_SOURCE INFORMATION_
++++
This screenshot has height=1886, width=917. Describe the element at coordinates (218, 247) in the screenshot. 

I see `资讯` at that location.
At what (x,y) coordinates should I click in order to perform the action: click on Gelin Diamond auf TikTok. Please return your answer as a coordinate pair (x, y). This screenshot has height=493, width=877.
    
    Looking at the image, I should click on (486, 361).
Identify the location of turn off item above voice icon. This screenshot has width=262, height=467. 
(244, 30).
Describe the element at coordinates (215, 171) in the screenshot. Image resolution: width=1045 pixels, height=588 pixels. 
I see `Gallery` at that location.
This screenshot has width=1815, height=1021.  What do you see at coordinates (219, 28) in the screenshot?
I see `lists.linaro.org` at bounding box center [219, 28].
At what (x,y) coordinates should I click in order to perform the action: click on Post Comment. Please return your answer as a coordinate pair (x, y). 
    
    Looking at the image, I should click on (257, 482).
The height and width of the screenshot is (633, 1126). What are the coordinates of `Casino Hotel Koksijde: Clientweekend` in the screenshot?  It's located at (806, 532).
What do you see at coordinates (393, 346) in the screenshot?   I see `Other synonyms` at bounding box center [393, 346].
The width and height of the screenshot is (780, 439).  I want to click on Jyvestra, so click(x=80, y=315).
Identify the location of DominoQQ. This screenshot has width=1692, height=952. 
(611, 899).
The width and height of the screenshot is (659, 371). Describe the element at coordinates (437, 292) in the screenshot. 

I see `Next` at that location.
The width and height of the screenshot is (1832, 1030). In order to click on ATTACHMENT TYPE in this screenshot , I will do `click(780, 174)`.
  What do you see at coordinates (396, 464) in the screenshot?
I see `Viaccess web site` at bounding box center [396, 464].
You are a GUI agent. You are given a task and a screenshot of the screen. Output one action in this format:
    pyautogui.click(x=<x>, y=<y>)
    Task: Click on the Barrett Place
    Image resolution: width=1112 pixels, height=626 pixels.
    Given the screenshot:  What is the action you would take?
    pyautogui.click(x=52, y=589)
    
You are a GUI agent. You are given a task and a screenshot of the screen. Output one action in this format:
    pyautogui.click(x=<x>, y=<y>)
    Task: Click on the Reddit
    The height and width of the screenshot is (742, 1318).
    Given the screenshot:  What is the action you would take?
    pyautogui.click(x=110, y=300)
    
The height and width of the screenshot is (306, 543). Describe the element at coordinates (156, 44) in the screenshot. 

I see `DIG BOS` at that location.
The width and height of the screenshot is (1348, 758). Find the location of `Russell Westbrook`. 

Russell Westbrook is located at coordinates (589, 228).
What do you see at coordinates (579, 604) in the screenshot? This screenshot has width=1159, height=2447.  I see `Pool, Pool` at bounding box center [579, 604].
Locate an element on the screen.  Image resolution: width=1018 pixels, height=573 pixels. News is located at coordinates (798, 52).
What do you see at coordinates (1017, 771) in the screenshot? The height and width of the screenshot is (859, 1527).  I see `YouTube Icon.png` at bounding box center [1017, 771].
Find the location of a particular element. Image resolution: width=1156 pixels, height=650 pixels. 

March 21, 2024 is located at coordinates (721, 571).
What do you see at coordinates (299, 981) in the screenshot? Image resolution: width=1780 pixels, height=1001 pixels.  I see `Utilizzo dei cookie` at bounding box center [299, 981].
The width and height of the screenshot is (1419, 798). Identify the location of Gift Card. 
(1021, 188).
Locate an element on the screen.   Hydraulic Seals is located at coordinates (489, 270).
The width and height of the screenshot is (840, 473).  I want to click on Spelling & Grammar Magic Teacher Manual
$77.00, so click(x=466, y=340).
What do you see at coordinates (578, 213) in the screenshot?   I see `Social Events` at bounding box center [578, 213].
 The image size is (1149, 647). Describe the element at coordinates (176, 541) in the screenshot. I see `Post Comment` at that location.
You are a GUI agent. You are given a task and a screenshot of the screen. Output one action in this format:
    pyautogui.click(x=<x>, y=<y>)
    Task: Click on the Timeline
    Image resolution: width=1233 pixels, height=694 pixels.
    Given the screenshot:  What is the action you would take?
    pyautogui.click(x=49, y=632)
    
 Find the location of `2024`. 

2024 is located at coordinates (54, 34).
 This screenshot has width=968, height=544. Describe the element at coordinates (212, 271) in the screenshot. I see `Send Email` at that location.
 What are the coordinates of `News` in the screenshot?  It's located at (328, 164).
++++
_EXERCISE DESCRIPTION_
Give back the listing above exactly as written.

_FINISHED EXERCISE_
This screenshot has height=1886, width=917. Describe the element at coordinates (218, 247) in the screenshot. 

I see `资讯` at that location.
At what (x,y) coordinates should I click in order to perform the action: click on Gelin Diamond auf TikTok. Please return your answer as a coordinate pair (x, y). This screenshot has height=493, width=877.
    
    Looking at the image, I should click on (486, 361).
Identify the location of turn off item above voice icon. This screenshot has width=262, height=467. 
(244, 30).
Describe the element at coordinates (215, 171) in the screenshot. Image resolution: width=1045 pixels, height=588 pixels. 
I see `Gallery` at that location.
This screenshot has width=1815, height=1021.  What do you see at coordinates (219, 28) in the screenshot?
I see `lists.linaro.org` at bounding box center [219, 28].
At what (x,y) coordinates should I click in order to perform the action: click on Post Comment. Please return your answer as a coordinate pair (x, y). 
    
    Looking at the image, I should click on (257, 482).
The height and width of the screenshot is (633, 1126). What are the coordinates of `Casino Hotel Koksijde: Clientweekend` in the screenshot?  It's located at (806, 532).
What do you see at coordinates (393, 346) in the screenshot?   I see `Other synonyms` at bounding box center [393, 346].
The width and height of the screenshot is (780, 439).  I want to click on Jyvestra, so click(x=80, y=315).
Identify the location of DominoQQ. This screenshot has width=1692, height=952. 
(611, 899).
The width and height of the screenshot is (659, 371). Describe the element at coordinates (437, 292) in the screenshot. 

I see `Next` at that location.
The width and height of the screenshot is (1832, 1030). In order to click on ATTACHMENT TYPE in this screenshot , I will do `click(780, 174)`.
  What do you see at coordinates (396, 464) in the screenshot?
I see `Viaccess web site` at bounding box center [396, 464].
You are a GUI agent. You are given a task and a screenshot of the screen. Output one action in this format:
    pyautogui.click(x=<x>, y=<y>)
    Task: Click on the Barrett Place
    Image resolution: width=1112 pixels, height=626 pixels.
    Given the screenshot:  What is the action you would take?
    pyautogui.click(x=52, y=589)
    
You are a GUI agent. You are given a task and a screenshot of the screen. Output one action in this format:
    pyautogui.click(x=<x>, y=<y>)
    Task: Click on the Reddit
    The height and width of the screenshot is (742, 1318).
    Given the screenshot:  What is the action you would take?
    pyautogui.click(x=110, y=300)
    
The height and width of the screenshot is (306, 543). Describe the element at coordinates (156, 44) in the screenshot. 

I see `DIG BOS` at that location.
The width and height of the screenshot is (1348, 758). Find the location of `Russell Westbrook`. 

Russell Westbrook is located at coordinates (589, 228).
What do you see at coordinates (579, 604) in the screenshot? This screenshot has width=1159, height=2447.  I see `Pool, Pool` at bounding box center [579, 604].
Locate an element on the screen.  Image resolution: width=1018 pixels, height=573 pixels. News is located at coordinates (798, 52).
What do you see at coordinates (1017, 771) in the screenshot? The height and width of the screenshot is (859, 1527).  I see `YouTube Icon.png` at bounding box center [1017, 771].
Find the location of a particular element. Image resolution: width=1156 pixels, height=650 pixels. 

March 21, 2024 is located at coordinates (721, 571).
What do you see at coordinates (299, 981) in the screenshot? Image resolution: width=1780 pixels, height=1001 pixels.  I see `Utilizzo dei cookie` at bounding box center [299, 981].
The width and height of the screenshot is (1419, 798). Identify the location of Gift Card. 
(1021, 188).
Locate an element on the screen.   Hydraulic Seals is located at coordinates (489, 270).
The width and height of the screenshot is (840, 473).  I want to click on Spelling & Grammar Magic Teacher Manual
$77.00, so click(x=466, y=340).
What do you see at coordinates (578, 213) in the screenshot?   I see `Social Events` at bounding box center [578, 213].
 The image size is (1149, 647). Describe the element at coordinates (176, 541) in the screenshot. I see `Post Comment` at that location.
You are a GUI agent. You are given a task and a screenshot of the screen. Output one action in this format:
    pyautogui.click(x=<x>, y=<y>)
    Task: Click on the Timeline
    Image resolution: width=1233 pixels, height=694 pixels.
    Given the screenshot:  What is the action you would take?
    pyautogui.click(x=49, y=632)
    
 Find the location of `2024`. 

2024 is located at coordinates (54, 34).
 This screenshot has width=968, height=544. Describe the element at coordinates (212, 271) in the screenshot. I see `Send Email` at that location.
 What are the coordinates of `News` in the screenshot?  It's located at (328, 164).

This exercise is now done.